Barnaby Conrad (1922-2013) was an American author, artist, nightclub proprietor, bullfighter, and filmmaker. After graduating from Yale, Conrad served from 1943 to 1946 as the U.S. vice consul in Seville, Málaga, and Barcelona. While in Spain, he studied bullfighting and became the only American to have fought in that country, Mexico, and Peru. In 1947, he served as secretary to Sinclair Lewis, the first American author to win the Nobel Prize for Literature. John Steinbeck chose Conrad's 1952 novel Matador as his favorite book of the year, and it was translated into over 20 languages. Conrad started the Santa Barbara Writers Conference in 1973, inviting well-known authors such as Eudora Welty, Ray Bradbury, Gore Vidal, Joan Didion, and Ross Macdonald. His charcoal portraits of Truman Capote, James Michener, and Alex Haley are in the collection of the National Portrait Gallery in Washington, DC.

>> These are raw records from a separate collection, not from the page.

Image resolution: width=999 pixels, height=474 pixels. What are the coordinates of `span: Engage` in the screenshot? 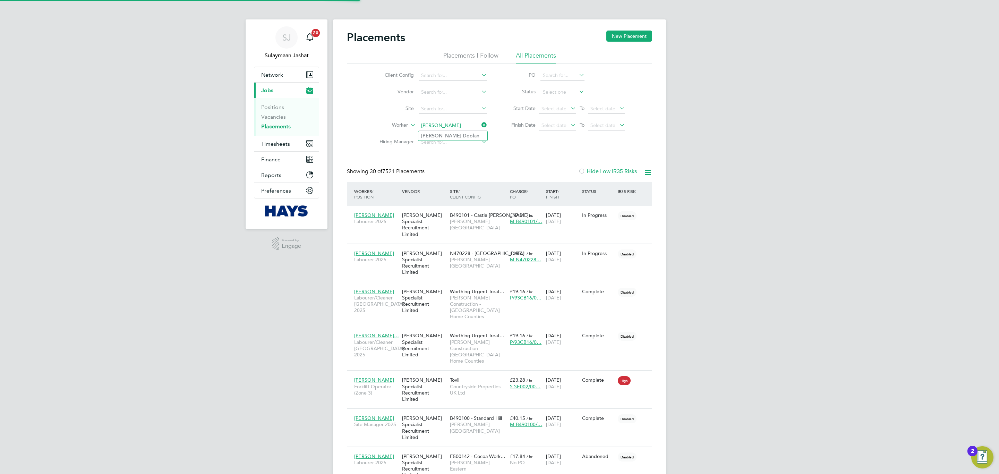 It's located at (291, 246).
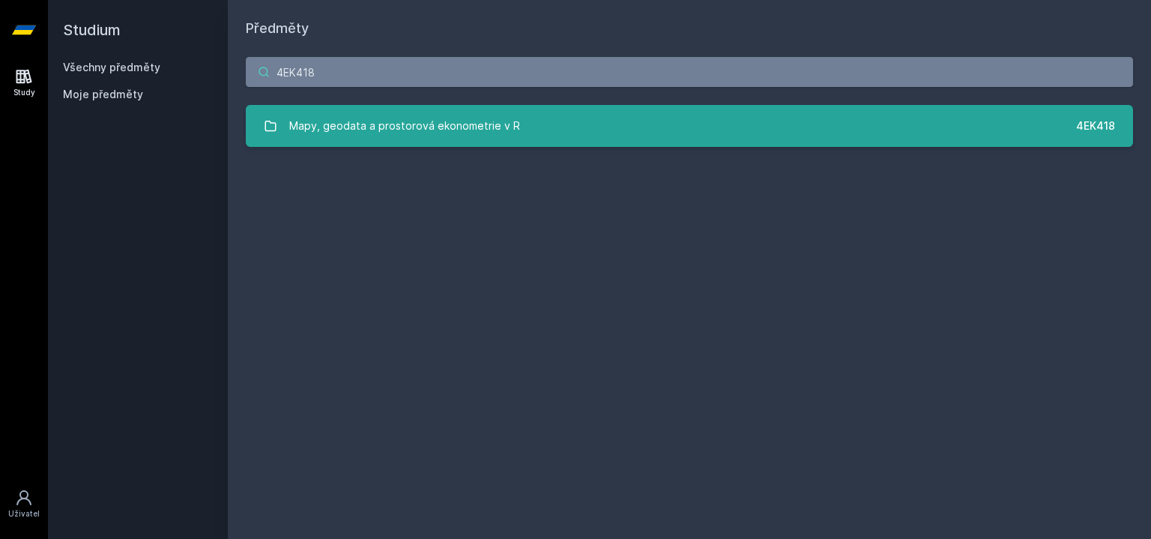 This screenshot has height=539, width=1151. What do you see at coordinates (689, 126) in the screenshot?
I see `a: Mapy, geodata a prostorová ekonometrie v R 4EK418` at bounding box center [689, 126].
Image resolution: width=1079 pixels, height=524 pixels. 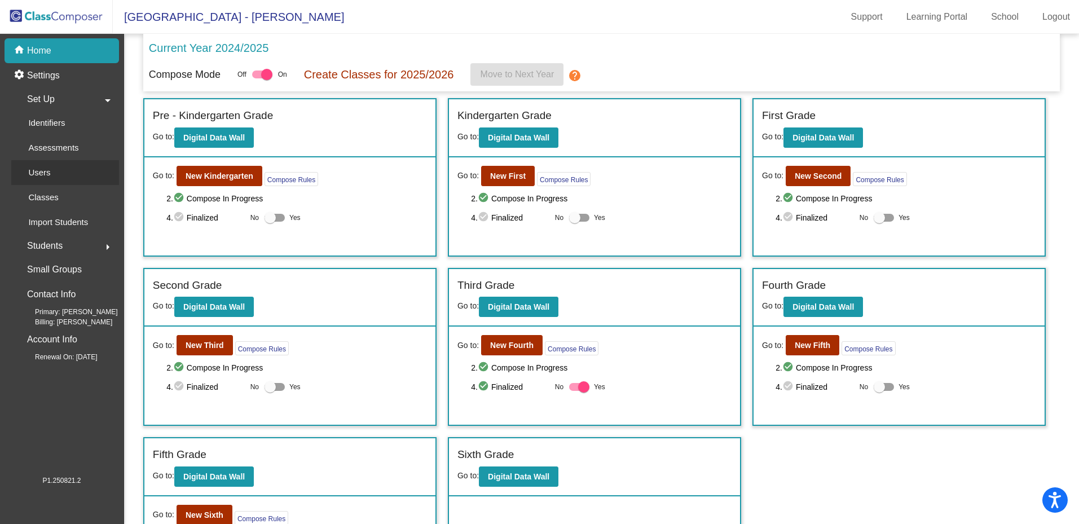 What do you see at coordinates (512, 345) in the screenshot?
I see `button: New Fourth` at bounding box center [512, 345].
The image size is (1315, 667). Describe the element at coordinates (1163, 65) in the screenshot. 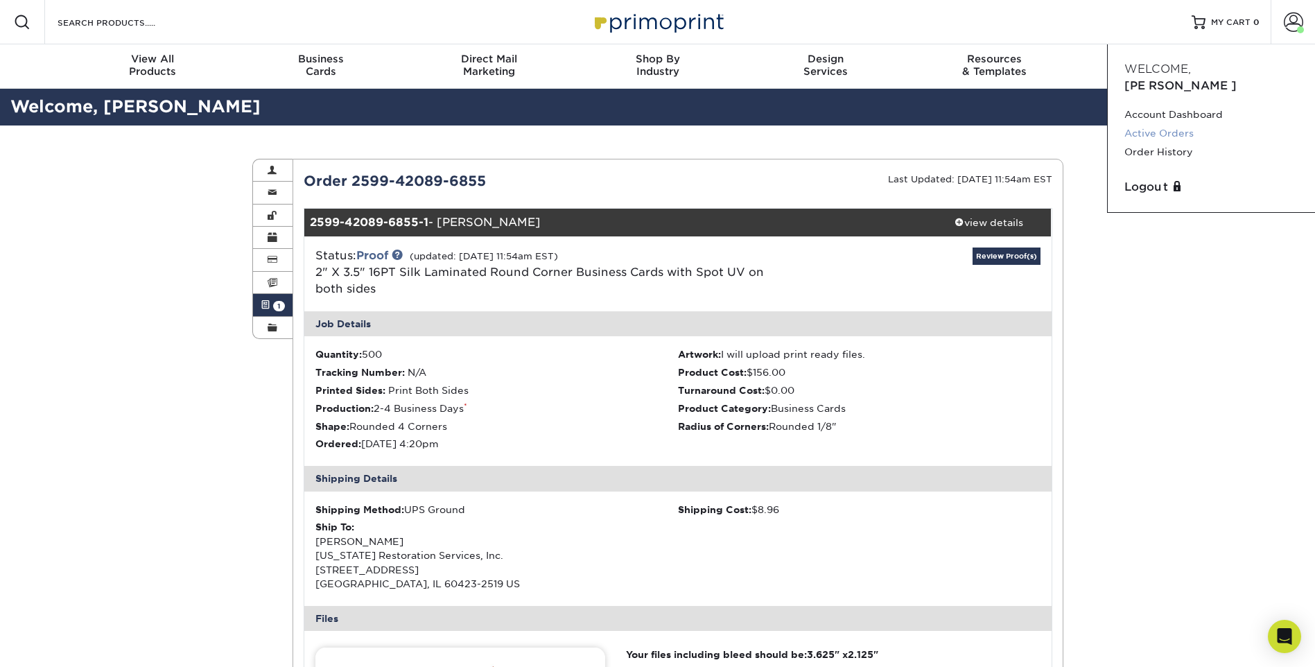

I see `div: & Support` at that location.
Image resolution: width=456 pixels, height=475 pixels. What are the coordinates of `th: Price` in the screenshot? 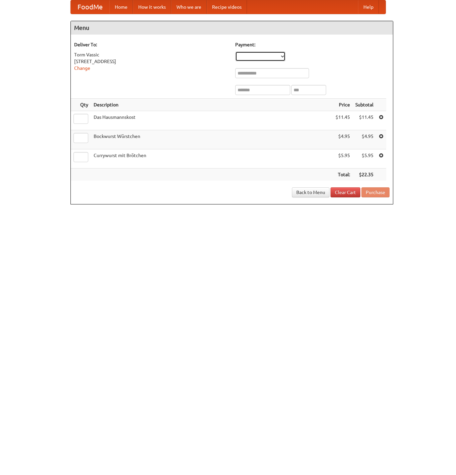 It's located at (343, 105).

Barnaby Conrad III (b. 1952) majored in painting at Yale and became an artist, art critic, and author of twelve non-fiction books, including Absinthe: History in a Bottle, Ghost Hunting in Montana, and Jacques Villeglé and the Streets of Paris. A former magazine editor at Horizon and Forbes Life, he was a special correspondent in Paris for the San Francisco Chronicle and now teaches aspiring authors at the Santa Barbara Writers Conference. He and his family live in Accomac, Virginia and San Francisco.